Commitment and community

Carol, my life partner, pointed me to an excellent post on John Michael Greer’s blog The Archdruid Report. The post is titled The Costs of Commitment, and it’s not a post about money:

…I don’t mean money. Communities need regular inputs of time and effort from their members, or they collapse into mass societies of isolated individuals — roughly speaking, what we’ve got now [in U.S. society]. Communities also need subtler inputs: a sense of commitment, of shared purpose, of emotional connection, of trust. To gain the benefits of living in community, it’s necessary to sacrifice some part of the autonomy that so many Americans nowadays guard so jealously….

And in fact one of the great weaknesses of today’s Unitarian Universalist congregations is that so many of the people who think of themselves as Unitarian Universalists aren’t willing to sacrifice any of their autonomy to participate in the congregational community. But here, as in so many aspects of life, ya gotta pay to play. Rule number one of congregational community:– if you want a Unitarian Universalist community, you have to give up the much-loved American autonomy that says it’s better to sleep in or go for a walk or play video games on Sunday morning. Then add some volunteer hours on top of that. Otherwise, you’re not part of a community.

And, as Greer points out, many of the people who claim to love-love-love community don’t actually belong to a functional community, and in fact deliberately participate in “communities” that are bound to fail:

I know a fair number of people in activist circles who speak in glowing terms about community; most of them don’t belong to a single community organization. I also know a fair number of people who’ve tried to launch community projects of one kind or another; most of these projects foundered due to a fatal shortage of people willing to commit the time, effort, and emotional energy the project needed to survive. Most, but not all; some believers in community have taken an active role in trying to build or maintain it; some projects have managed to find an audience and build a community, or at least the first rough draft of one. One of the reasons I don’t dismiss the Transition Town movement, though I have serious doubts about some aspects of it, is precisely that many of the people involved in it have committed themselves to it in a meaningful sense, and the movement itself has succeeded in some places in building a critical mass of commitment and energy.

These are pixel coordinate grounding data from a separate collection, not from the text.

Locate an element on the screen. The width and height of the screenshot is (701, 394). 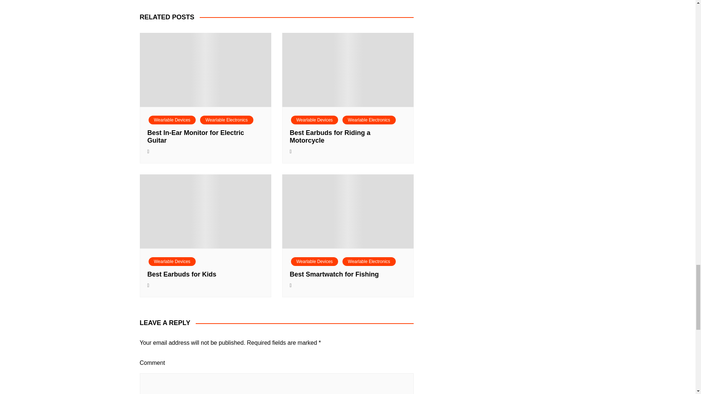
Wearlable Devices is located at coordinates (314, 120).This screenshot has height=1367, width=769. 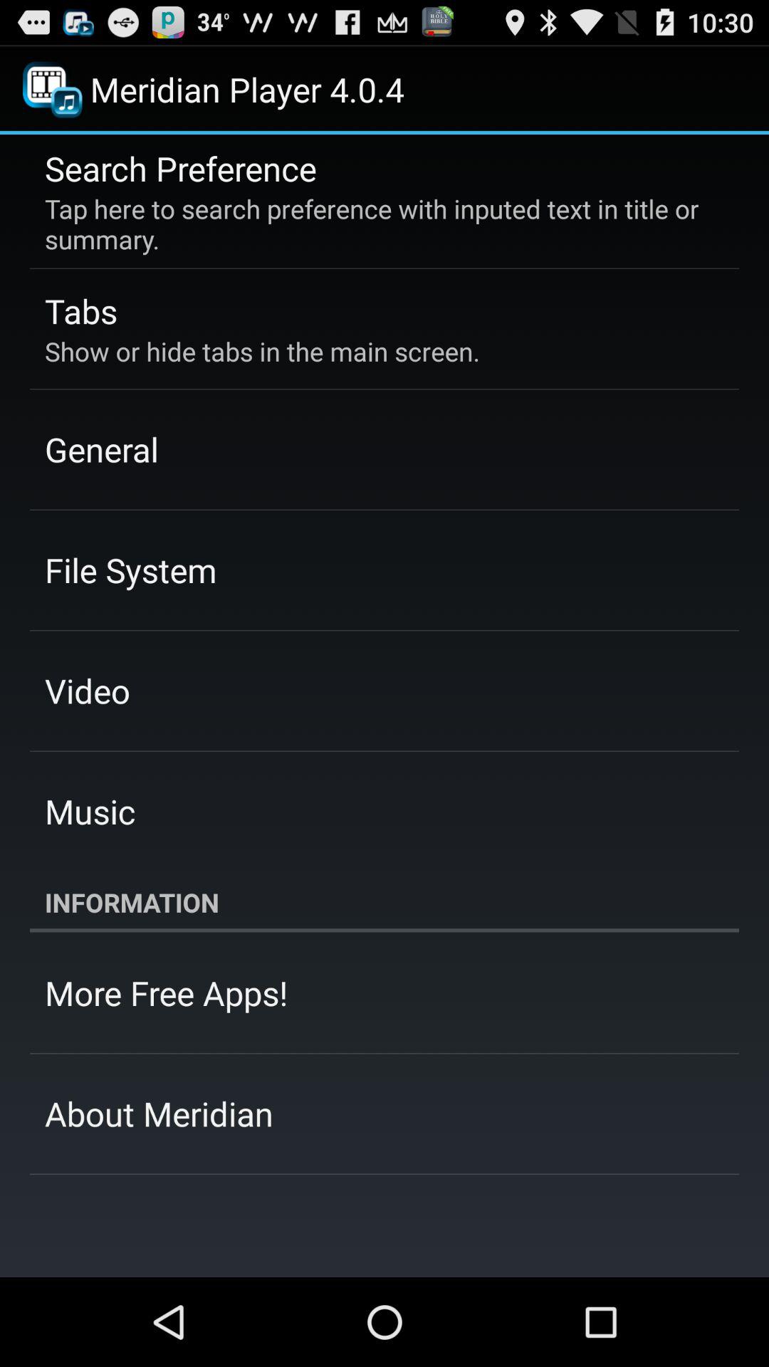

It’s important, I think, to assess the ventures toward community that are under way now or have been tried in the recent past, both the successful ones and the ones that have failed, and try to get some sense of the factors that tip the balance one way or the other. It’s also crucial, though, to recognize that there’s a difference between fantasies of community that provides all the benefits with none of the costs, and the reality of community in which each benefit must be paid for by a corresponding commitment. I suspect the common passion among some peak oil activists for lifeboat communities that just happen to be too expensive ever to get off the ground, which often goes hand in hand with a distinct lack of enthusiasm for participation in real communities of real people that exist right now, is simply one way of evading the difference.

The theoretical and theological grounding for this post will be very familiar to Unitarian Universalists who have studied James Luther Adams’s work on voluntary associations (see, e.g., his collections of essays Voluntary Associations, ed. Ronald Engels, 1986, and/or On Being Human Religiously, ed. Max Stackhouse, 1976). If you read much of Adams, you will discover that he believes voluntary associations — a.k.a. “communities” — are the major line of defense in preventing fascism. This point is also implicit in Greer’s post.

Yet while there’s nothing really new in this post, Greer sums the main point up nicely when he writes: “There’s a difference between fantasies of community that provides all the benefits with none of the costs, and the reality of community in which each benefit must be paid for by a corresponding commitment.” Go read the whole post — it’s worth it. Then come back here and ‘fess up — do you really invest your time, energy, enthusiasm, and yes money, into a real living organized community? (And let’s be honest, “my circle of friends” is not a community, it’s a circle of friends.)